GULLANE, SCOTLAND | Nelly Korda and Minjee Lee may win major championships, but we can safely say that neither would last five minutes on the U.K.-based reality show “I’m a Celebrity … Get Me Out of Here!”
To explain, it was during the course of their pre-tournament news conferences at the AIG Women’s Open at Muirfield that the two showed themselves to be among the LPGA Tour’s most serious arachnophobes.
All the usual arrangements had been made for a player and the conference convenor to sit side-by-side at a desk, which, perhaps for the purposes of accommodating an electric cable, had a hole the size of a squash ball in its top.
A venomous Brazilian spider once arrived in London via a bunch of bananas, but this chap, legs and all, was not too much bigger than a ball marker.
The Korda conference was barely under way – she was talking about the change of climate from one practice day to the next – when a spider popped up through the said hole and the American emitted a seismic yelp. “Oh, my God! That is a huge spider right here!”
The convener happened to be an Australian and, as one who knew her spiders, she was able to reassure Korda that her life was not in danger. (A venomous Brazilian spider once arrived in London via a bunch of bananas, but this chap, legs and all, was not too much bigger than a ball marker.) Again, like any other U.K. spider, it did not pose any kind of a threat beyond a little nip. The convenor flicked it gently from the table, and that, presumably, was the end of the matter.
It was not. Korda, who would have preferred for the official to come up with a more permanent solution, was soon in even more of a state. “It’s worrying when it disappears,” she said. “That’s what I don’t like. It’s somewhere under the table. It’s just not the kind of situation I want to be in.”
The player made her escape, and the spider saved its next pop-up-show for the arrival of the U.S. Open champion Minjee Lee. Though this proud Australian would never have dared to make a fuss, her shaky voice told its own story. Afterwards, she conceded that she had never had any altercations with spiders in her homeland, but she hated them nonetheless. “I was really struggling to concentrate,” she said.
A couple of hours later, the convenor crawled under the table to catch up with the spider and move it along before it could make for trouble when the R&A hierarchy arrived for their media session.
Wherever the insect was heading, no one was unkind enough to suggest that it might find a new base in Muirfield’s 18th hole – and time its next appearance to coincide with some poor arachnophobe preparing to tackle a 2-footer.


--- What the exercise asks ---
Of all the entries below, retype only the lines from the one with "Inspect for *woman*." through the one with "Resolution: 768x1024. Locate", exactly as they appear.

--- Dataset records ---
*** Begin section ***

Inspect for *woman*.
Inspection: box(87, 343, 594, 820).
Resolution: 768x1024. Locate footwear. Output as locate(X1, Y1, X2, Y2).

*** End section ***
*** Begin section ***

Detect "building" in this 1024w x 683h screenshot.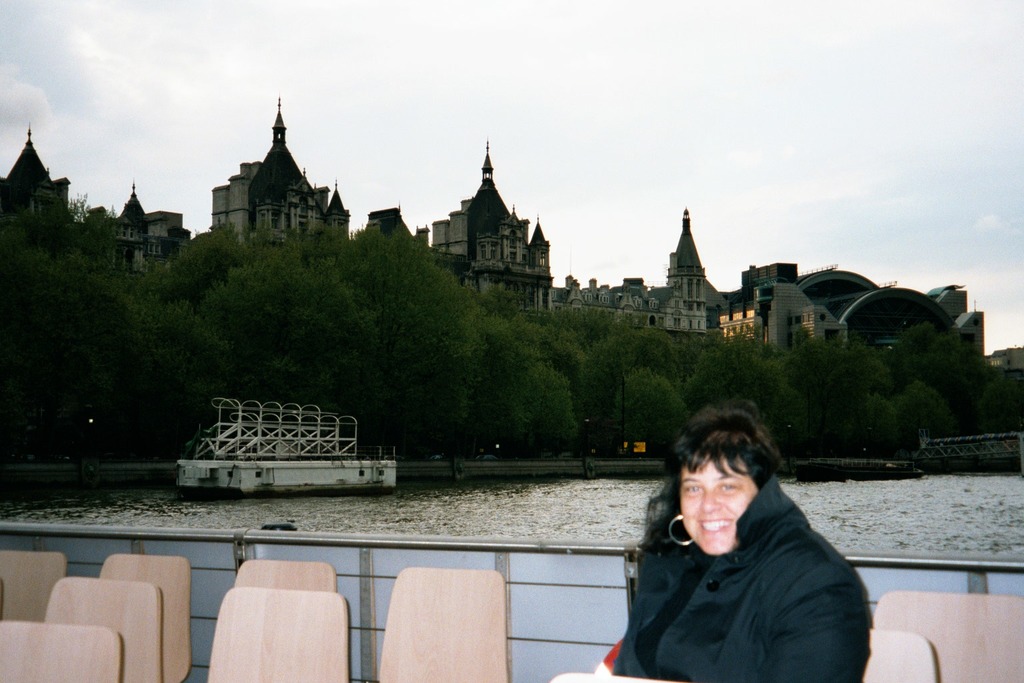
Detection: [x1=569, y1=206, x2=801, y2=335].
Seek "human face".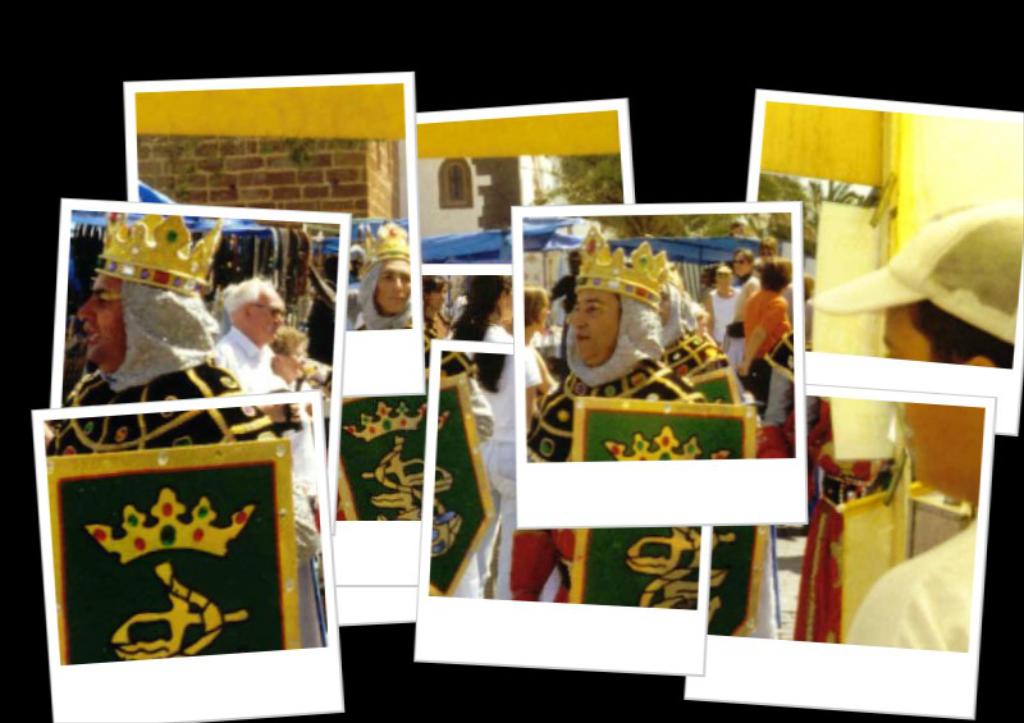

*** End section ***

--- Problem solution ---
Inspect for *woman*.
Inspection: box(87, 343, 594, 820).
Resolution: 768x1024. Locate footwear. Output as locate(X1, Y1, X2, Y2).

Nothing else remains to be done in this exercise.